My comment:
(a) There is no English-language report (a news report or otherwise, such as outline of the talk) on the talk.
(b) BBC has a news report also, on this Mar 24, 2016 talk. See (2). There is NO need to read the rest of the BBC report. Neither VOA or BBC report says anything new, because Prof Shambaugh did ot say anything new -- since his ground-breaking piece in the Wall Street Journal a year ago.
(c)
(i) The trouble (for me) is I can not find the talk -- in what VOA calls 华盛顿智库威尔逊学者中心 and BBC identifies as 智庫威爾遜中心. But these are are the same. See Woodrow Wilson International Center for Scholars https://en.wikipedia.org/wiki/Wo ... Center_for_Scholars
(or Wilson Center)
(ii) Wilson Center www.wilsoncenter.org
Click "EVENTS" in the top horizontal bar, and one find nothing for Mar 24.

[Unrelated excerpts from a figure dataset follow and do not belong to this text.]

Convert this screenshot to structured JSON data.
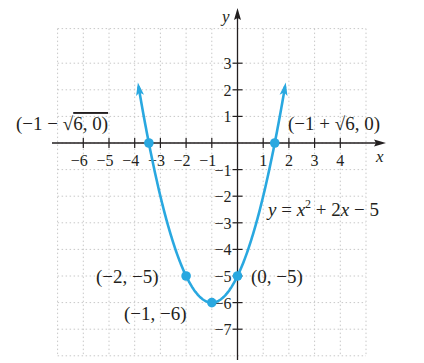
{
  "chart_data": {
    "type": "line",
    "title": "",
    "equation_label": "y = x² + 2x − 5",
    "xlabel": "x",
    "ylabel": "y",
    "xlim": [
      -7,
      5
    ],
    "ylim": [
      -8,
      4
    ],
    "grid": true,
    "x_ticks": [
      "−6",
      "−5",
      "−4",
      "−3",
      "−2",
      "−1",
      "1",
      "2",
      "3",
      "4"
    ],
    "y_ticks": [
      "3",
      "2",
      "1",
      "−1",
      "−2",
      "−3",
      "−4",
      "−5",
      "−6",
      "−7"
    ],
    "series": [
      {
        "name": "y = x^2 + 2x - 5",
        "function": "x^2 + 2x - 5",
        "color": "#29a8e0",
        "x": [
          -3.9,
          -3.449,
          -3,
          -2,
          -1,
          0,
          1,
          1.449,
          1.9
        ],
        "y": [
          2.41,
          0,
          -2,
          -5,
          -6,
          -5,
          -2,
          0,
          2.41
        ]
      }
    ],
    "highlighted_points": [
      {
        "label": "(−1 − √6, 0)",
        "x": -3.449,
        "y": 0
      },
      {
        "label": "(−1 + √6, 0)",
        "x": 1.449,
        "y": 0
      },
      {
        "label": "(−2, −5)",
        "x": -2,
        "y": -5
      },
      {
        "label": "(−1, −6)",
        "x": -1,
        "y": -6
      },
      {
        "label": "(0, −5)",
        "x": 0,
        "y": -5
      }
    ]
  },
  "labels": {
    "eq_y": "y",
    "eq_eq": " = ",
    "eq_x": "x",
    "eq_sup": "2",
    "eq_rest1": " + 2",
    "eq_x2": "x",
    "eq_rest2": " − 5",
    "left_root_a": "(−1 − ",
    "left_root_b": "6, 0)",
    "right_root_a": "(−1 + ",
    "right_root_b": "6, 0)",
    "pt_m2m5": "(−2, −5)",
    "pt_m1m6": "(−1, −6)",
    "pt_0m5": "(0, −5)",
    "sqrt": "√"
  },
  "colors": {
    "curve": "#29a8e0",
    "axis": "#231f20",
    "grid": "#c8c8c8"
  }
}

"When I used the term 'endgame' in that article, I was referring to a protracted process of decline of the party’s rule. This process in other Leninist party-states took years if not decades before these systems – the USSR and Eastern Europe — were so sapped of strength that they quickly crumbled when put under extreme stress. But the main thing to remember is that atrophy of these Leninist-type regimes, and we must view the Chinese system as such, is both inevitable and a drawn-out process. * * * I simply see the CCP, like all Leninist systems * * * I also think it imperative for analysts of China to view the CCP through comparative and historical lenses, because such [Leninist] systems and parties all pass through very similar and predictable phases. China may be distinct, but it is not unique.
"As I see it, the current political path of 'hard authoritarianism' simply leads to partial and incomplete reform and relative economic stagnation. Another way of putting it is that quantitative growth may continue, but qualitative growth [through innovation] will be limited.
"I believe he [Xi] is genuinely and deeply concerned about the weaknesses of the Communist Party—on this he and I agree—but he believes that rigid control is the solution, whereas I believe that a return to soft authoritarianism or evolution to semi-democracy is a much better pathway forward for China and the CCP as well.
Xi "is certainly very popular with the broad masses in China * * * Interestingly, however, Xi is not that popular with the elites of the country—both the political elites and the commercial elites (and one wonders about military elites). Xi’s signature anti-corruption campaign has directly impacted these elites.
Note:
(a) The new book is
David Shambaugh, China's Future. Polity, Mar 14, 2016.
(b) I pinpoint the date, to insinuate why Shambaugh let loose a burst of activities around Mar 14 -- ballyhoos for the book.